What was the difference? Two things: one, in the classroom, if you don't do the task, you just sit there waiting for the others to finish -- you don't actually get the time back; two, normally your work will be examined by someone else -- either the teacher or a classmate, and if someone reads or hears your work, it has a purpose. Even if only half of your classwork is ever read or heard, it at least provides some kind of motivation.
But when the book I was reading on my told me to write 200 words on my opinion of the treatment of minority languages in Spain, I knew I could be doing something else with my time, and I couldn't be bothered sitting down and writing something no-one else would ever read.
MOOCs, they would have us believe, address this, by making sure you have peers available at all times to read and comment. Sadly, there's no guarantees, with some postings to group forums getting lots of views and/or comments, and some getting none at all. The act of writing becomes an act of uncertainty -- it's like talking to the darkness without knowing whether or not there's actually anyone there.
I don't know about you, but this doesn't really motivate me to write much. The latest task description:
Before we examine MOOCs in more detail, briefly consider if the MOOC approach could be adopted in your own area of education or training. Post your thoughts in your blog and then read and comment on your peers’ postings.Well... who am I writing it to? Who's going to read it? Is anyone actually going to see it before it rolls off the bottom of the monolithic, uncategorised course blog aggregator?
Looking at the writing style of many of my peers, I'm not the only one with these doubts. More than a few of the blog posts barely classify as prose, instead being little more than the writer's personal lecture notes.
This creates something of a death-spiral. Because some of the blog posts don't lend themselves to reading, people don't read them, and don't comment on them. This discourages them from viewing the blog aggregator, which means they don't see and don't comment on the genuinely readable posts, leading authors to become despondent about the lack of views, leading them to write without the expectation of gaining a readership, which leads to them not putting the effort in to make their posts readable, so people don't read them....
And yet, when we eventually tire of this and give up, the guys behind the MOOC don't view it as a pedagogical failure -- they shrug their shoulders and talk about learning choice and learner independence, and say that by leaving the course we're exercising those characteristics they want most to instill in us.
But I don't take courses to learn learner independence. I take courses to get expert guidance to aid me in the acquisition of new domain knowledge, because while I can operate adequately as an independent learner, expert guidance gets me there quicker.
4 comments:
Hi Niall,
Thanks for this post as it has shown me that I'm not alone in some of the reservations I'm having about MOOCs and in particular about MOOCs and language learning.
As an educator, I'm all for lifelong learning and everyone having a chance to learn and develop themselves, but there are some subject areas that really do need guidance and feedback and the assurance that such guidance and feedback is correct. This is my first experience of a MOOC so I'm trying to keep an open mind, but I share your thoughts regarding the suitability of a MOOC for language learning (for a host of reasons!).
Regards,
Sue
I suppose some people join a Mooc because they want to read and write blogs about the subject area being studied. People who don't want to do that are likely to be disappointed...
Yes, I suppose some people do.
However, most people join courses because they want to learn about the subject matter, and the want to learn verifiable facts, not opinions.
Consider that the course is called "Open Education" and hosted by the "Open University". The OU has decades of experience of open education, none of which is reflected in this course.
There was some handwaving over the difficulty of measuring student retention in free courses, but no attempt to qualify that with any data on the relative attendance figures and dropout rates of the OUs courses with face-to-face tutorials vs live online tutorials vs forum-based support only.
No analysis of preference for 10-point, 15-point, 30-point or 60-point modules, or how this changes as the student progresses through a degree track.
No analysis of preference for levels of intensity/duration of courses. Are students drawn to the 3 month courses over the 8 month ones? Is this an increasing trend?
This sort of data may not be immediately applicable to building a MOOC, but it's the sort of thing we need to consider when building the future of education.
Cormier, for one, would do well to heed his own warning. In the interview him and Siemens did with Martin Weller for this course, he suggests the danger in xMOOCs is that they make "robograding" into the new norm -- people are doing it in xMOOCs because it's the only way of handling marking, and he's worried they'll forget why they're doing it.
We all do what we have to to get through from day to day, and there is always the danger of uncritically creating a new orthodoxy. Which is precisely what the cMOOC guys are doing -- a new orthodoxy based on practices which are led by technology and personal whim rather than by research.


• Instructions to follow: Retype each line of the listing below, word for word.

• Data:
- - - - - - -
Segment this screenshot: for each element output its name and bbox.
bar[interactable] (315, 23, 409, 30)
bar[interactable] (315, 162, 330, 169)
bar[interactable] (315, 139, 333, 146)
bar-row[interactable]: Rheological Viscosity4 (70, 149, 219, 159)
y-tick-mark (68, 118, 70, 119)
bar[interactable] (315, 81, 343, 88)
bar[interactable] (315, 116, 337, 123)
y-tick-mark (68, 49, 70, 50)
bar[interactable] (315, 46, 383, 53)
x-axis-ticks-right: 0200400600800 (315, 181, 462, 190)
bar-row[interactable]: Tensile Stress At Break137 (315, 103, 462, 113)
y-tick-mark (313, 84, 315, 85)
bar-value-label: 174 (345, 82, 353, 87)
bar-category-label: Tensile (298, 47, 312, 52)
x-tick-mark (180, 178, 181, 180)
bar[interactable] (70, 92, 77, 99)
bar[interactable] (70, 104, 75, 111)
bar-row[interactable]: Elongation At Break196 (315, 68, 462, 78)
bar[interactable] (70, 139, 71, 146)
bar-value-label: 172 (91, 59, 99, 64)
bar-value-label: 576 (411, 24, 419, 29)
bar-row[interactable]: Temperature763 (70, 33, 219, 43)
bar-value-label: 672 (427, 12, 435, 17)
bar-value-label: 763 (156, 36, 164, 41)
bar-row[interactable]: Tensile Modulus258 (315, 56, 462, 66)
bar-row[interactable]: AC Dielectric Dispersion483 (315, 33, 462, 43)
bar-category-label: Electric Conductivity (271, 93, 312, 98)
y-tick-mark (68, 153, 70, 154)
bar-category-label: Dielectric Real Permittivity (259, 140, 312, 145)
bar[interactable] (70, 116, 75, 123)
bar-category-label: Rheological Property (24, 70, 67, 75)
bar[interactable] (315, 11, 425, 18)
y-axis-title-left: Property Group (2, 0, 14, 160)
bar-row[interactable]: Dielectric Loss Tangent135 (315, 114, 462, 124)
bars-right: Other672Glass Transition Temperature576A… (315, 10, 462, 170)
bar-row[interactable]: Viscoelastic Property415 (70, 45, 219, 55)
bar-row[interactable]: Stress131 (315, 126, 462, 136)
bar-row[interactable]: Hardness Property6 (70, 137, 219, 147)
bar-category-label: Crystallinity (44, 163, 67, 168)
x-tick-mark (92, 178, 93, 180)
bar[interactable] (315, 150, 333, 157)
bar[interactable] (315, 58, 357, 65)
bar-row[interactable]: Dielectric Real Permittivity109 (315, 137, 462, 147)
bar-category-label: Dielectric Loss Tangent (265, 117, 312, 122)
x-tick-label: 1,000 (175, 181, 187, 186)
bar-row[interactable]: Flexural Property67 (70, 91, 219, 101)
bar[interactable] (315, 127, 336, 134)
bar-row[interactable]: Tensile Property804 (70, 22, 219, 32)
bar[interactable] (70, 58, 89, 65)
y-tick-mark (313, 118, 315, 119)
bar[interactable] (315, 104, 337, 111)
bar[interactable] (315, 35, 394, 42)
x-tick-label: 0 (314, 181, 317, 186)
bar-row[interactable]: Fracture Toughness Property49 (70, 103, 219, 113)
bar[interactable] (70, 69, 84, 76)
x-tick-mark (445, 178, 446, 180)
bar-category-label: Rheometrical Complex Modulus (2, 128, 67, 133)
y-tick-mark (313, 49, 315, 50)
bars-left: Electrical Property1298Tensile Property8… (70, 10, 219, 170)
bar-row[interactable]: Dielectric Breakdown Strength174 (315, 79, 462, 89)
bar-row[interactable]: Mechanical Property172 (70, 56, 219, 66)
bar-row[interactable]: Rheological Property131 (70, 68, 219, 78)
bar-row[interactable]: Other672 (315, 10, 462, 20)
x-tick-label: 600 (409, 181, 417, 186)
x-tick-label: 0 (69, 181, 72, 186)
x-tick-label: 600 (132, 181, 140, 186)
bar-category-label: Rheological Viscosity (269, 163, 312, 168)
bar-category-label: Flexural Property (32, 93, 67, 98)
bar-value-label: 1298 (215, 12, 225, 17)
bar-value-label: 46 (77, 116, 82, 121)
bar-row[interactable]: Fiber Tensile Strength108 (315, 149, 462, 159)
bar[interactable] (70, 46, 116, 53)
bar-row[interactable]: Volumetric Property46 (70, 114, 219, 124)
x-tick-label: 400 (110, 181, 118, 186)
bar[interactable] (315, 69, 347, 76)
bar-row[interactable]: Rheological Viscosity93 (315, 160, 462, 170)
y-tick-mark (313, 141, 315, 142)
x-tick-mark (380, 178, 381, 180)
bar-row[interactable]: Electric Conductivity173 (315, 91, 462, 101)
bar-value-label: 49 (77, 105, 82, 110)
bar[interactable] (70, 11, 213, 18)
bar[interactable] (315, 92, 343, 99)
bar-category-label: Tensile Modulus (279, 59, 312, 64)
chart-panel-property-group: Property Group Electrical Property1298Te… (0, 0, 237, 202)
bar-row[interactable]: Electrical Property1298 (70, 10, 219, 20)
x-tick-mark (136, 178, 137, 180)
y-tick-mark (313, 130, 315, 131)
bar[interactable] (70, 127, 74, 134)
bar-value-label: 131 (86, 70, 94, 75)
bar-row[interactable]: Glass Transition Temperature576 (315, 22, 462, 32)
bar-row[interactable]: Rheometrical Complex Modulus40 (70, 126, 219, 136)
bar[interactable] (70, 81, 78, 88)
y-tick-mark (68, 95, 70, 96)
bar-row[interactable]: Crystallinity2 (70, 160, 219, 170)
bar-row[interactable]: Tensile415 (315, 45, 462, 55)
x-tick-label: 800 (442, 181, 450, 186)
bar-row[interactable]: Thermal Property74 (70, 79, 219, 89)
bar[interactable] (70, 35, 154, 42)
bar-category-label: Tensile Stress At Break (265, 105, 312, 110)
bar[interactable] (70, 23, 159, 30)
- - - - - - -
• Output:
Segment this screenshot: for each element output its name and bbox.
bar[interactable] (315, 23, 409, 30)
bar[interactable] (315, 162, 330, 169)
bar[interactable] (315, 139, 333, 146)
bar-row[interactable]: Rheological Viscosity4 (70, 149, 219, 159)
y-tick-mark (68, 118, 70, 119)
bar[interactable] (315, 81, 343, 88)
bar[interactable] (315, 116, 337, 123)
y-tick-mark (68, 49, 70, 50)
bar[interactable] (315, 46, 383, 53)
x-axis-ticks-right: 0200400600800 (315, 181, 462, 190)
bar-row[interactable]: Tensile Stress At Break137 (315, 103, 462, 113)
y-tick-mark (313, 84, 315, 85)
bar-value-label: 174 (345, 82, 353, 87)
bar-category-label: Tensile (298, 47, 312, 52)
x-tick-mark (180, 178, 181, 180)
bar[interactable] (70, 92, 77, 99)
bar[interactable] (70, 104, 75, 111)
bar-row[interactable]: Elongation At Break196 (315, 68, 462, 78)
bar[interactable] (70, 139, 71, 146)
bar-value-label: 172 (91, 59, 99, 64)
bar-value-label: 576 (411, 24, 419, 29)
bar-row[interactable]: Temperature763 (70, 33, 219, 43)
bar-value-label: 672 (427, 12, 435, 17)
bar-value-label: 763 (156, 36, 164, 41)
bar-row[interactable]: Tensile Modulus258 (315, 56, 462, 66)
bar-row[interactable]: AC Dielectric Dispersion483 (315, 33, 462, 43)
bar-category-label: Electric Conductivity (271, 93, 312, 98)
y-tick-mark (68, 153, 70, 154)
bar-category-label: Dielectric Real Permittivity (259, 140, 312, 145)
bar[interactable] (70, 116, 75, 123)
bar-category-label: Rheological Property (24, 70, 67, 75)
bar[interactable] (315, 11, 425, 18)
y-axis-title-left: Property Group (2, 0, 14, 160)
bar-row[interactable]: Dielectric Loss Tangent135 (315, 114, 462, 124)
bars-right: Other672Glass Transition Temperature576A… (315, 10, 462, 170)
bar-row[interactable]: Viscoelastic Property415 (70, 45, 219, 55)
bar-row[interactable]: Stress131 (315, 126, 462, 136)
bar-row[interactable]: Hardness Property6 (70, 137, 219, 147)
bar-category-label: Crystallinity (44, 163, 67, 168)
x-tick-mark (92, 178, 93, 180)
bar[interactable] (315, 150, 333, 157)
bar[interactable] (315, 58, 357, 65)
bar-row[interactable]: Dielectric Real Permittivity109 (315, 137, 462, 147)
bar-category-label: Dielectric Loss Tangent (265, 117, 312, 122)
x-tick-label: 1,000 (175, 181, 187, 186)
bar-row[interactable]: Flexural Property67 (70, 91, 219, 101)
bar[interactable] (315, 127, 336, 134)
bar-row[interactable]: Tensile Property804 (70, 22, 219, 32)
bar[interactable] (70, 58, 89, 65)
y-tick-mark (313, 118, 315, 119)
bar[interactable] (315, 104, 337, 111)
bar[interactable] (315, 35, 394, 42)
x-tick-label: 0 (314, 181, 317, 186)
bar-row[interactable]: Fracture Toughness Property49 (70, 103, 219, 113)
bar[interactable] (70, 69, 84, 76)
x-tick-mark (445, 178, 446, 180)
bar-category-label: Rheometrical Complex Modulus (2, 128, 67, 133)
y-tick-mark (313, 49, 315, 50)
bars-left: Electrical Property1298Tensile Property8… (70, 10, 219, 170)
bar-row[interactable]: Dielectric Breakdown Strength174 (315, 79, 462, 89)
bar-row[interactable]: Mechanical Property172 (70, 56, 219, 66)
bar-row[interactable]: Rheological Property131 (70, 68, 219, 78)
bar-row[interactable]: Other672 (315, 10, 462, 20)
x-tick-label: 600 (409, 181, 417, 186)
x-tick-label: 0 (69, 181, 72, 186)
x-tick-label: 600 (132, 181, 140, 186)
bar-category-label: Rheological Viscosity (269, 163, 312, 168)
bar-category-label: Flexural Property (32, 93, 67, 98)
bar-value-label: 1298 (215, 12, 225, 17)
bar-value-label: 46 (77, 116, 82, 121)
bar-row[interactable]: Fiber Tensile Strength108 (315, 149, 462, 159)
bar[interactable] (70, 46, 116, 53)
bar-row[interactable]: Volumetric Property46 (70, 114, 219, 124)
x-tick-label: 400 (110, 181, 118, 186)
bar[interactable] (315, 69, 347, 76)
bar-row[interactable]: Rheological Viscosity93 (315, 160, 462, 170)
y-tick-mark (313, 141, 315, 142)
x-tick-mark (380, 178, 381, 180)
bar-row[interactable]: Electric Conductivity173 (315, 91, 462, 101)
bar-value-label: 49 (77, 105, 82, 110)
bar[interactable] (70, 11, 213, 18)
bar[interactable] (315, 92, 343, 99)
bar-category-label: Tensile Modulus (279, 59, 312, 64)
chart-panel-property-group: Property Group Electrical Property1298Te… (0, 0, 237, 202)
bar-row[interactable]: Electrical Property1298 (70, 10, 219, 20)
x-tick-mark (136, 178, 137, 180)
y-tick-mark (313, 130, 315, 131)
bar[interactable] (70, 127, 74, 134)
bar-value-label: 131 (86, 70, 94, 75)
bar-row[interactable]: Glass Transition Temperature576 (315, 22, 462, 32)
bar-row[interactable]: Rheometrical Complex Modulus40 (70, 126, 219, 136)
bar[interactable] (70, 81, 78, 88)
y-tick-mark (68, 95, 70, 96)
bar-row[interactable]: Crystallinity2 (70, 160, 219, 170)
bar-row[interactable]: Tensile415 (315, 45, 462, 55)
x-tick-label: 800 (442, 181, 450, 186)
bar-row[interactable]: Thermal Property74 (70, 79, 219, 89)
bar[interactable] (70, 35, 154, 42)
bar-category-label: Tensile Stress At Break (265, 105, 312, 110)
bar[interactable] (70, 23, 159, 30)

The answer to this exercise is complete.